DIRECTIONS FOR THIS TASK:
Reproduce the entries that follow precisely, setting aside any images.

Start of DATA FOR THE TASK

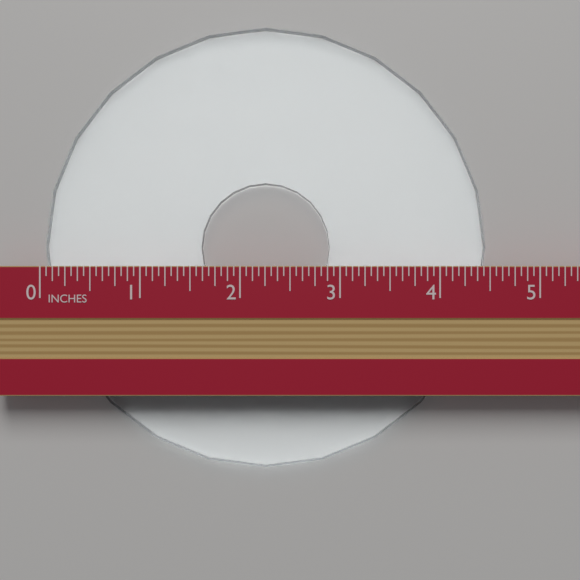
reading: 4.5000 in
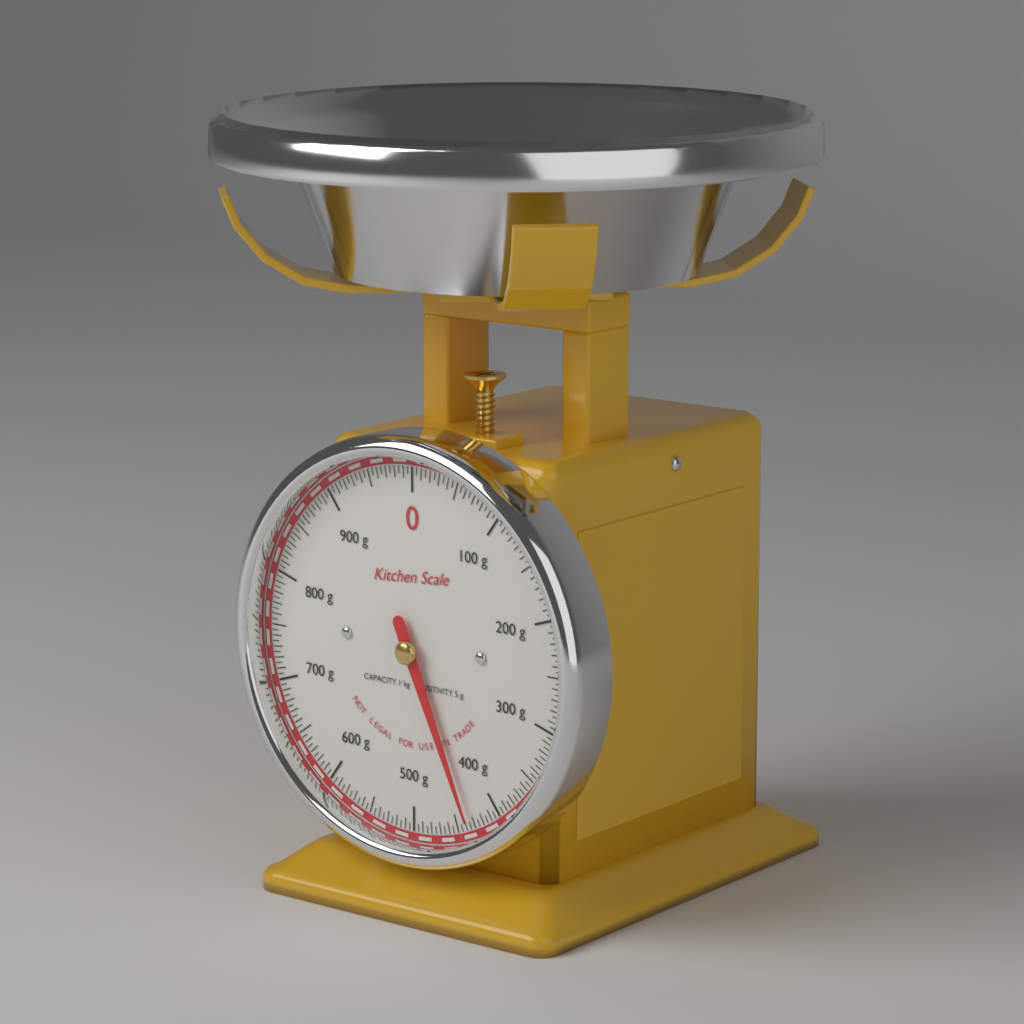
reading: 435 g
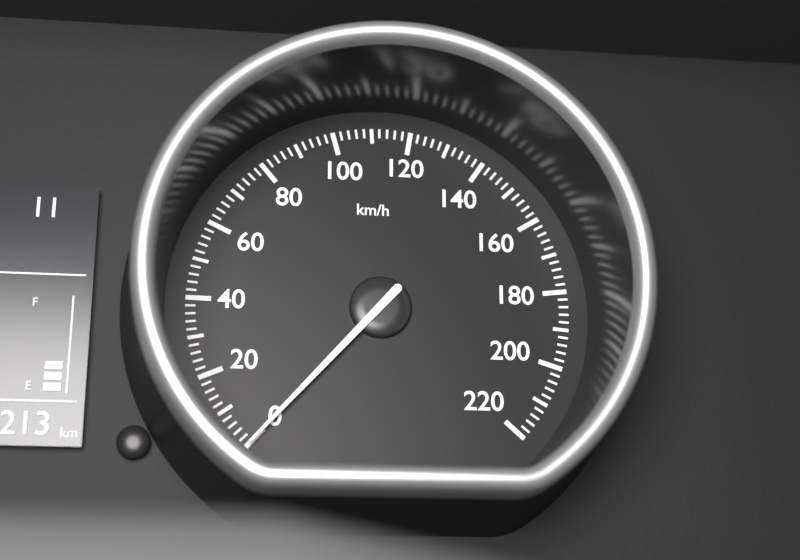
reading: 0 km/h
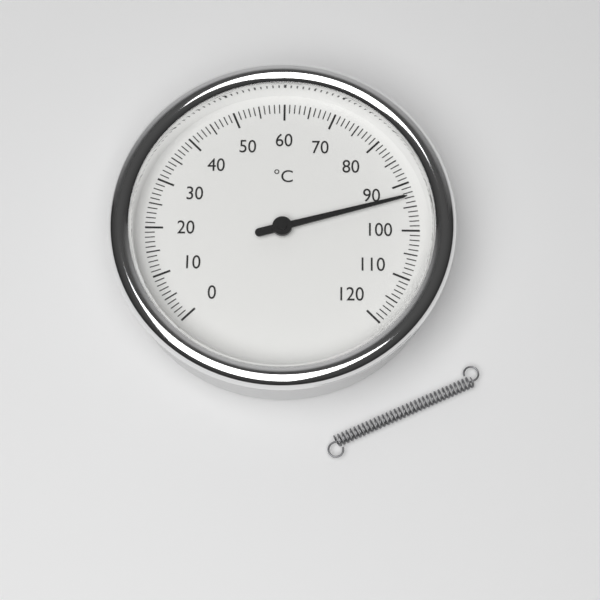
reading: 93 °C
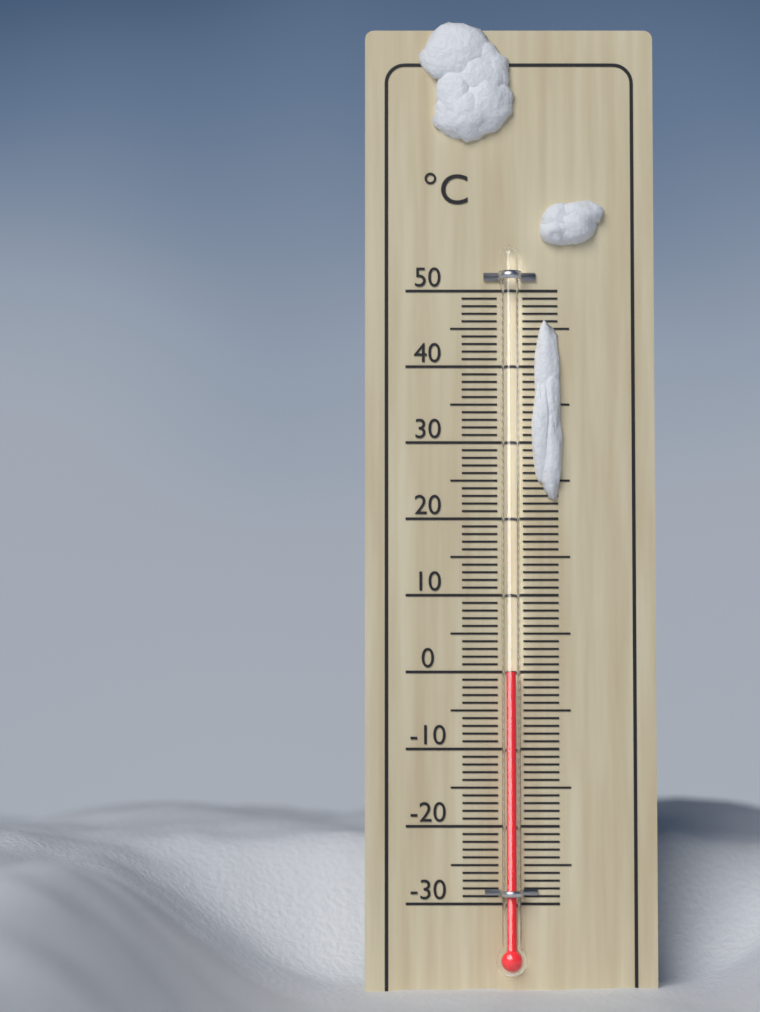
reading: 0 °C
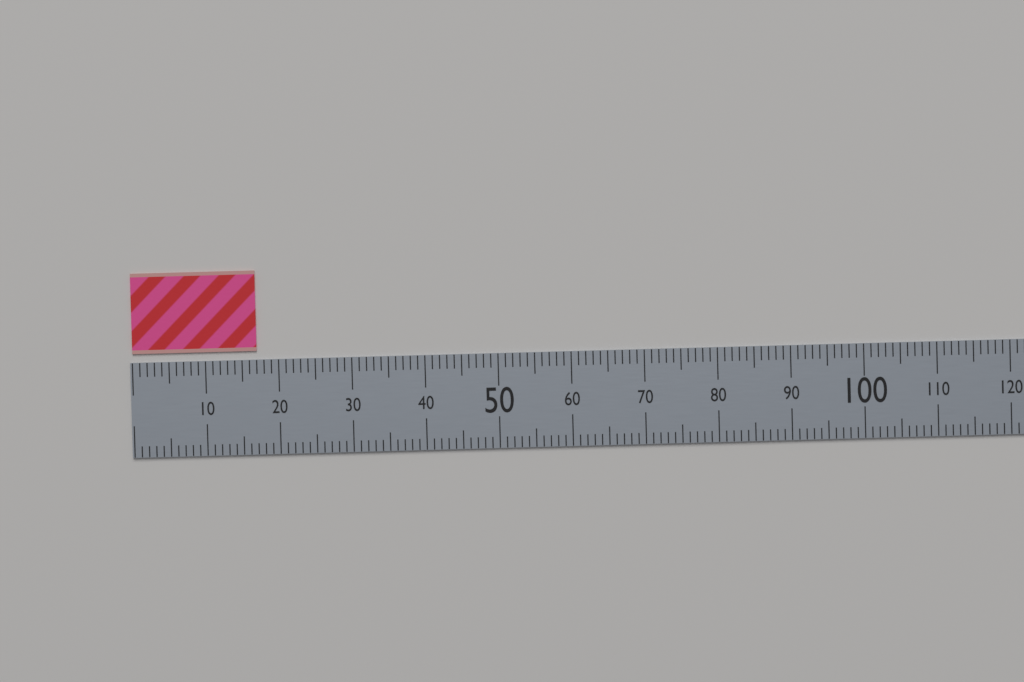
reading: 17 (no unit)
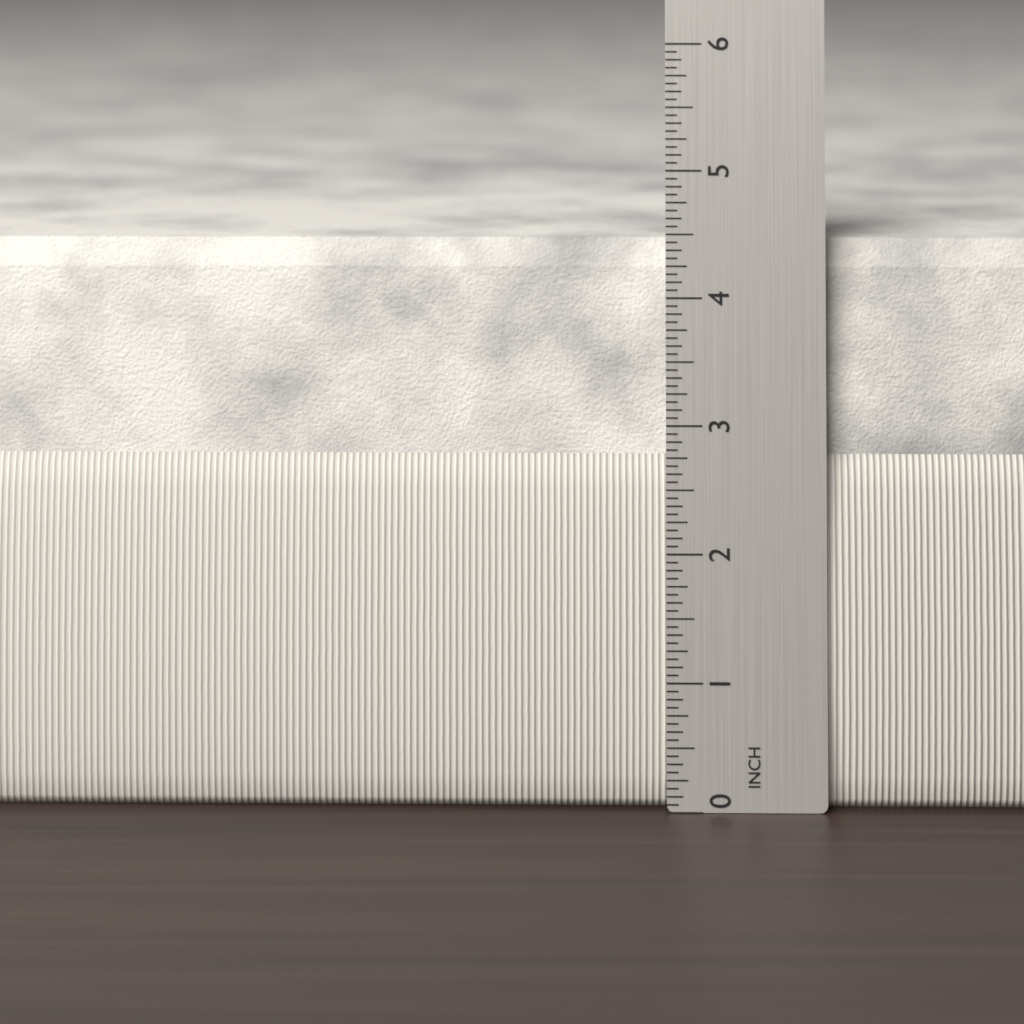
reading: 4.4375 in
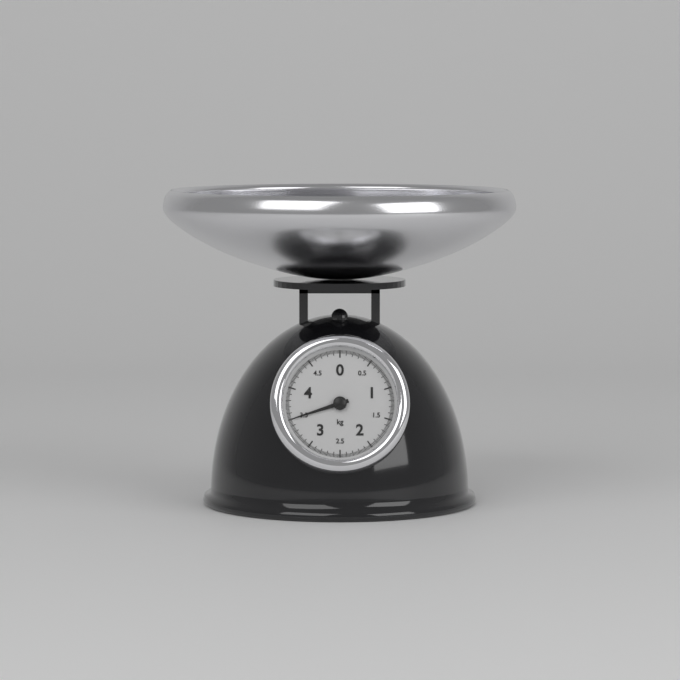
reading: 3.50 kg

End of DATA FOR THE TASK

ANSWER AREA:
reading: 4.5000 in
reading: 435 g
reading: 0 km/h
reading: 93 °C
reading: 0 °C
reading: 17 (no unit)
reading: 4.4375 in
reading: 3.50 kg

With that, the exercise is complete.